Advertisement

Cal Poly Pomona Women’s Coach Wins a Tug of War

Share

It’s an axiom that winning the first championship is the most difficult.

But not so for Paul Thomas, the fourth-year coach of the Cal Poly Pomona women’s basketball team. It took Thomas three seasons to get his first conference title after inheriting a young team, but that champion started strong and stayed that way.

Repeating as California Collegiate Athletic Assn. champion has been a different matter. The Broncos recently clinched their second consecutive CCAA title, which Thomas described as “a relief.”

“We were 8-8 going into our first conference game and we were not playing our best basketball,” Thomas said. “We just didn’t have the discipline. With 12 returnees, you think that you have good leadership, but they’re kids.”

Advertisement

Thomas told them he was going to make things stricter the rest of the way.

“It was a surprise and a little tough for them. They were used to having a little more rope,” Thomas said. “They got a very good tug.”

Pomona has gone 8-2 since that lecture and is 16-10.

Thomas himself has been working without much rope or net since taking over coaching duties.

He inherited a program from Darlene May, who had never finished lower than tied for first in the CCAA. May resigned in 1994 after learning she had breast cancer, a disease that took her life a year ago.

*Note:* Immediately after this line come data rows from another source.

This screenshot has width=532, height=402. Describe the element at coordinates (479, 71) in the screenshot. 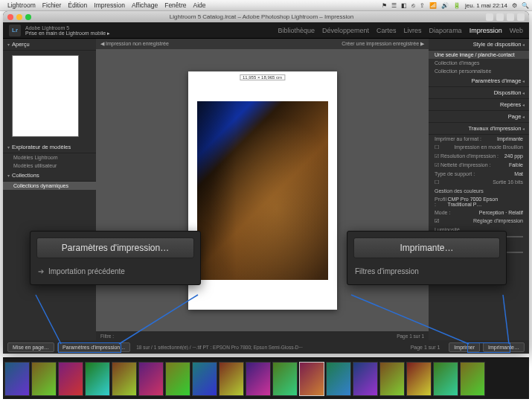

I see `layout-opt: Collection personnalisée` at that location.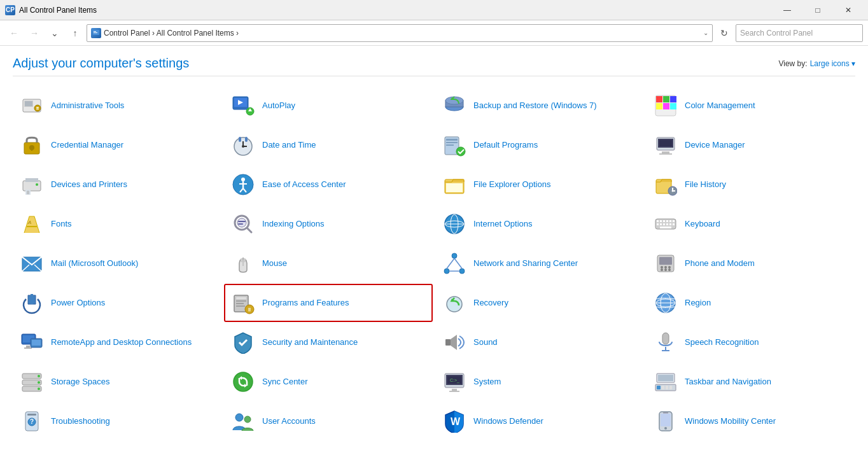 This screenshot has height=469, width=868. Describe the element at coordinates (720, 263) in the screenshot. I see `phone-modem-label: Phone and Modem` at that location.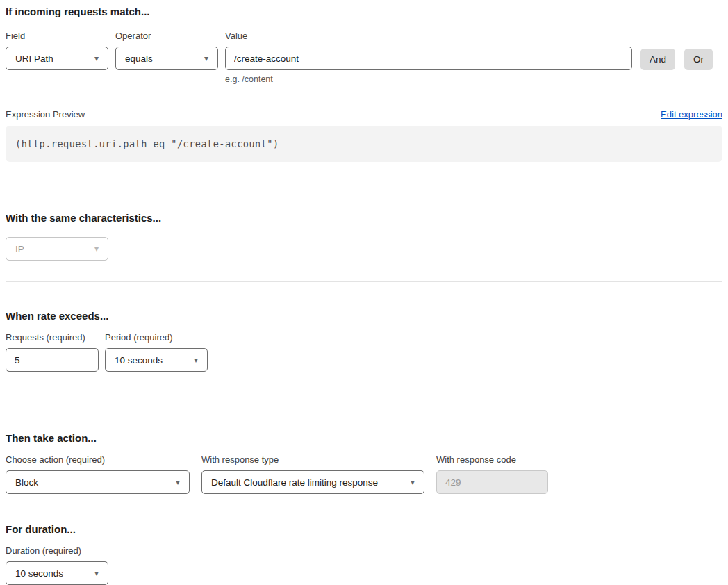 The width and height of the screenshot is (728, 585). I want to click on operator-group: Operator equals ▾, so click(167, 50).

His first season, he was coaching with the interim label and the team finished with a losing record overall and was sixth in the conference.

He became permanent the next season and showed a slight improvement--a winning record and fourth in the CCAA--but hardly up to Pomona standards.

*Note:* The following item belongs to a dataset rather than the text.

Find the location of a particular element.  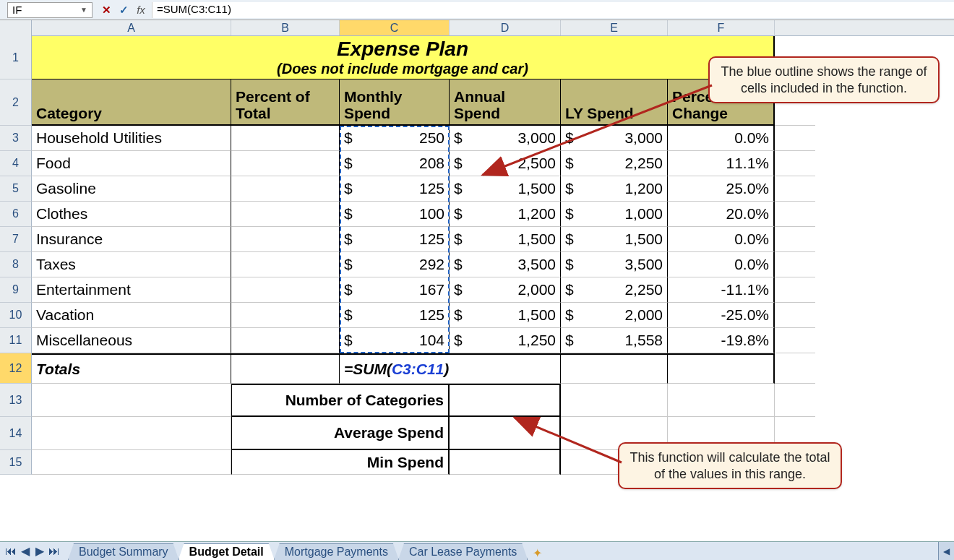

Reporters, fans and alumni weren’t going to let him forget it.

“Any time a person gets to ask [about succeeding May], they do,” Thomas said. “But Darlene was such a great influence, maybe more so off the court because we had the same coaching philosophies, that I never dwell on it. Her influence is everywhere here and I want that.”

Advertisement

Thomas credits the tradition and legacy of winning to attracting players such as Jessica Eggleston, who leads the CCAA in scoring at 20 points per game and averages 7.9 rebounds. But it also attracts players who might not get a scholarship out of high school but are willing to walk on. Pomona starts two former walk-ons in Christen King and Elizabeth Edmond.

It also attracts players from other colleges. Dawn Mets transferred from Cal State Los Angeles, Ruby Maciel from Loyola Marymount and Edmond was a walk-on at UC Santa Barbara before transferring to Pomona.

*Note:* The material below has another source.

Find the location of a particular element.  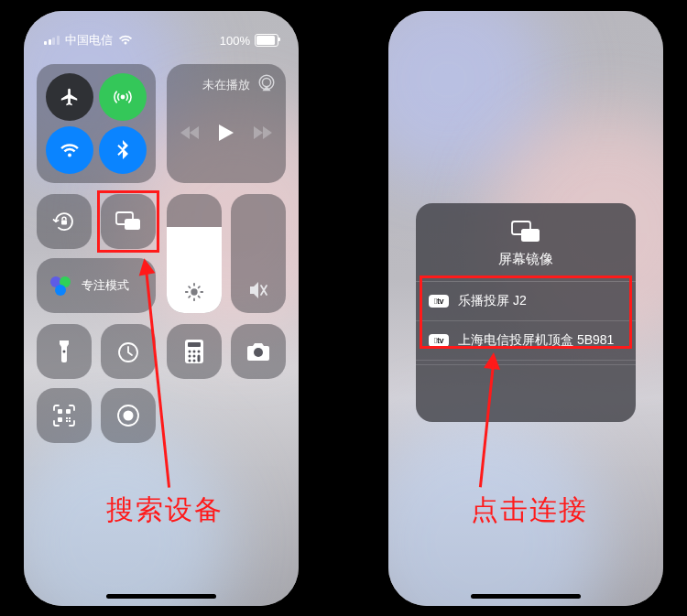

calculator-icon is located at coordinates (194, 351).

With all the parts coming together, Thomas won his first CCAA championship last season. A victory over Cal State L.A. clinched his second title with one game left, and the Broncos will play host to the CCAA tournament Wednesday and Friday.

And still some say, “Only 16 more to go.”

Said Thomas: “I never think about that. I never think ‘Oh my God, Darlene won all those championships,’ or ‘I have to win this game because Darlene never lost to that team.’

“Maybe I’m too narrow-minded.”

Maybe that’s the trick.

*

The top-ranked Cal State Bakersfield men’s basketball team (24-2, 10-1 in the CCAA) was upset on Feb. 7 by Grand Canyon (17-8, 6-5), which continues to be the Roadrunners’ biggest thorn.

Since the 1994-95 season, Bakersfield is 72-7 against teams from the Division II West Region, and four of those losses have come against Grand Canyon. The Roadrunners are 4-4 against the Antelopes during that time.

Advertisement

The Antelopes are the only CCAA team to beat Bakersfield since Cal Poly Pomona did it on Feb. 16, 1995.

College Division Notes

Pomona-Pitzer quarterback Jack Ramirez was selected as a first-team member of the Division III All-American team.